Born: December 29, 1941;

Died: January 4, 2018

RAY Thomas, who has died aged 76, was a British musician who sang, played flute and composed songs for the rock group the Moody Blues. One of the founders of the band with keyboard player and old friend Mike Pinder, Thomas was a part of the Moody Blues’ biggest successes, including their debut hit, the beat group ballad Go Now in 1964, and the huge transatlantic crossover Nights in White Satin, which fully broke the band in America in 1972, five years after it was originally released.

Although they bore a long and successful career themselves, the Moody Blues were also noted for their loose association with the Beatles. They supported both the Beatles and the Rolling Stones on tour, including during the former’s final American dates in 1966; they were briefly also managed by Brian Epstein under the Apple stable from 1965; and Thomas once claimed that he and Pinder contributed backing vocals and instrumentation to the Beatles’ I Am the Walrus and The Fool on the Hill.

For artists with such a length of service and breadth of recordings, however, the above singles were the only genuinely iconic and enduring hits which the Moody Blues produced.

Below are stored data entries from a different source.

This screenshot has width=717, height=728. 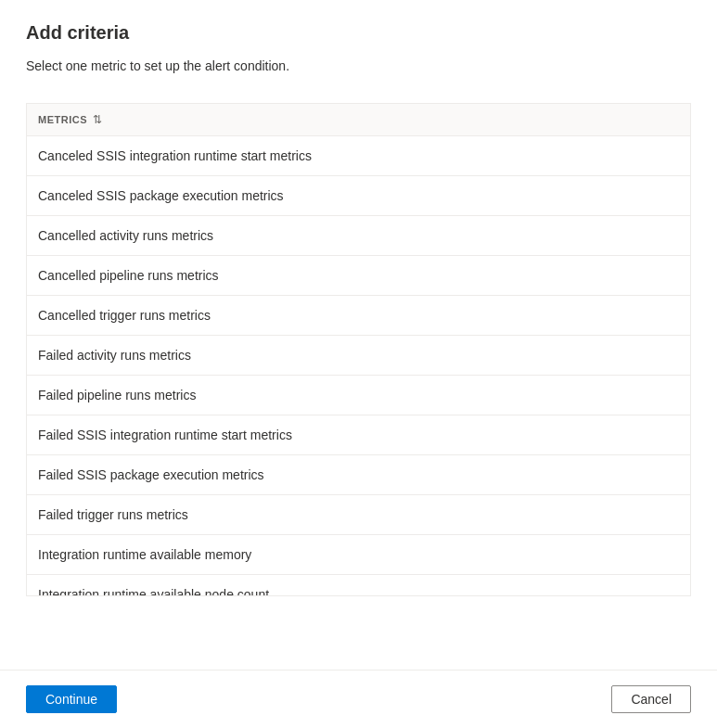 What do you see at coordinates (358, 236) in the screenshot?
I see `list-item: Cancelled activity runs metrics` at bounding box center [358, 236].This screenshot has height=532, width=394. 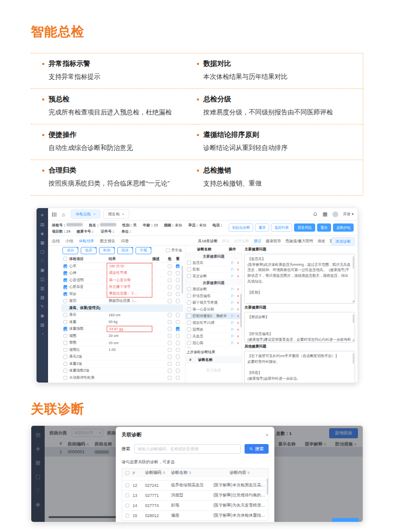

They released the first ten of their 16 albums between 1964 and 1981, nine of which went top ten in the UK, with four repeating the feat in America. After initial British success with the poppy, R’n’B-flavoured The Magnificent Moodies in 1964, Days of Future Passed (1967) instigated a prolific period of psychedelic progressive rock records.

These seven albums, released over an intense five year period, are seen by most as the band’s creative peak. They explored the quest for knowledge, dreams and space exploration respectively on the lush and orchestrally expansive In Search of the Lost Chord (1968), On the Threshold of a Dream and To Our Children’s Children’s Children (both 1969); returned to a more basic sound on A Question of Balance (1970); made music itself the loose theme of Every Good Boy Deserves Favour (1971) and had their first US number one – partly buoyed by the reissued Nights in White Satin – with the more political Seventh Sojourn (1972).

The classic line-up of the group returned after a six-year recording hiatus – during which time Thomas released the solo albums From Mighty Oaks (1975) and Hopes, Wishes and Dreams (1976) - with 1978’s Octave, although Mike Pinder soon left and was replaced by former Yes keyboard player Patrick Moraz, precipitating an increasingly more synthesiser-led sound over the next decade.

The new makeup of the band served to sideline Thomas’ musicianship. Although he contributed songs and vocals to Long Distance Voyager (1981) and The Present (1983), he was absent entirely from The Other Side of Life (1986) and Sur La Mer (1988), returning to prominence on Keys to the Kingdom (1991) and Strange Times (1999). He finally left the group in 2002 after 38 years for health reasons.

Born in 1942 and raised in Birmingham, Raymond Thomas was part of a Welsh mining family and identified as being from the country; “English by birth and Welsh by the grace of God” was how he put it. Shown a little harmonica playing by his father when he was young, he was entirely self-taught as a flautist, and went on to play saxophone, oboe, harmonica and other wind instruments with the Moody Blues.

A member of Birmingham Youth Choir, he played in local blues bands before forming El Riot and the Rebels with Lodge, later adding Pinder to the fold. Thomas and Pinder went on to create the Krew Kats and finally the Moody Blues in 1964 with Edge, the late Clint Warwick and Denny Laine.

Thomas announced he had prostate cancer in 2014 and died at home in Surrey in 2018. He is survived by his second wife and three children.